While Neoseeker has reviewed a number of HD 3870 cards over the last few months, the good news has been that they have all been unique in their own way. The Gigabyte HD 3870 continues this trend as well, with the most obvious feature seperating it from the HD 3870 pack is its unique cooling solution. Gigabyte chose to go with Zalman do design their cooler. You are probably familiar with Zalman Tech -- they are a Korean company that has become renown for their effective cooler designs, and has been around since the late 20th century (--well, since 1999 anyways).

This time around Zalman has come up with a half-circle heat fin array, composed of aluminum and copper. While it may look a little less serious than some coolers we have seen recently (such as the one on VisionTek's HD 3870), this Zalman 2-ball bearing cooler proved effective in our testing. The fan ran at a high RPM, as well as being fairly quiet, even when manually set to run at 100%.

Left to right: VisionTek HD 3870, Gigabyte HD 3870, Asus HD 3870 TOP (close to reference board design)
As effective as the Zalman fan is, there are two faults to this cooling situation that are apparent: first off, many people have a preference for hot air being moved out off their case by a cooler; and secondly, the fan only blows a bit air over the Gigabyte HD 3870's memory, and their is no metal heatsink at all over this important region. While it is pretty much assured that this will not be a problem for regular operation, not having a heatsink over the memory is sure to hinder overclocking.

The Gigabyte HD 3870 also features 'Ultra Durable 2 Technology', which can be seen as marketing catchphrase basically describing 'Higher Quality Components.' But this isn't to deride Gigabyte for choosing this name: the higher quality ferrite core chokes and capacitors are something to be proud, for sure. To what extent they improve performance should be seen in the benchmarks.

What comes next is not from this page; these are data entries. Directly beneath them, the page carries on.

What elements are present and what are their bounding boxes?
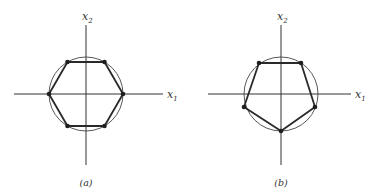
x1-axis-label: x1: [355, 88, 366, 103]
x1-axis-label: x1: [167, 88, 178, 103]
x2-axis-label: x2: [82, 10, 93, 25]
caption-a: (a): [79, 177, 92, 188]
x2-axis-label: x2: [277, 10, 288, 25]
caption-b: (b): [274, 177, 288, 188]
pentagon-vertices: [242, 61, 318, 134]
panel-b: x1 x2 (b): [208, 10, 366, 188]
panel-a: x1 x2 (a): [14, 10, 178, 188]
figure: x1 x2 (a) x1 x2 (b): [0, 0, 369, 196]
pentagon-polygon: [244, 63, 315, 131]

Let's take a look at some numbers, shall we? The Gigabyte HD 3870 is not a factory-overclocked model -- and actually has a slower than average memory clock -- and can be attached to the following numbers, as reported by GPU-Z:
| |
Gigabyte HD 3870 |
9600GT (reference) |
8800GT 512MB (reference)
|
8800GT 256MB (reference) |
HD 3870 (reference) |
HD 3850 (reference) |
| Stream Processors |
320 |
64 |
112 |
112 |
320 |
320 |
| Core Clock |
776 |
650 |
600 |
600 |
775 |
668 |
| Shader Clock |
|
1625 |
1500 |
1500 |
775 |
668 |
| Memory Clock |
1890 |
1800 |
1800 |
1800 |
2250 |
1656 |
| Memory Interface |
256 bit |
256 bit |
256 bit |
256 bit |
256 bit |
256 bit |
| Memory Type |
512 MB GDDR3 |
512MB GDDR3 |
512MB GDDR3 |
256MB GDDR3 |
512MB GDDR4 |
256MB GDDR3 |
| Memory Bandwidth (GB/s) |
60.5 |
57.6 |
57.6 |
57.6 |
72.0 |
52.9 |
| Texture Fillrate (billion/sec) |
12.4 |
20.8 |
33.6 |
33.6 |
12.4 |
10.6 |
| Fabrication Process |
55nm |
65nm |
65nm |
65nm |
55nm |
55nm |
As you might have noticed as well, this is one of the few HD 3870 cards that has GDDR3 memory instead of GDDR4 memory.
As will all HD 3870 cards, this current generation of from ATI supports DirectX 10.1, Shader Model 4.1, PCI-Express 2.0, HDMI audio, and has HDCP decryption ability for playing HD / Blu Ray DVDs. Also with the HD 3870 you get a Tessellation unit, and ATI's Universal Video Decoder.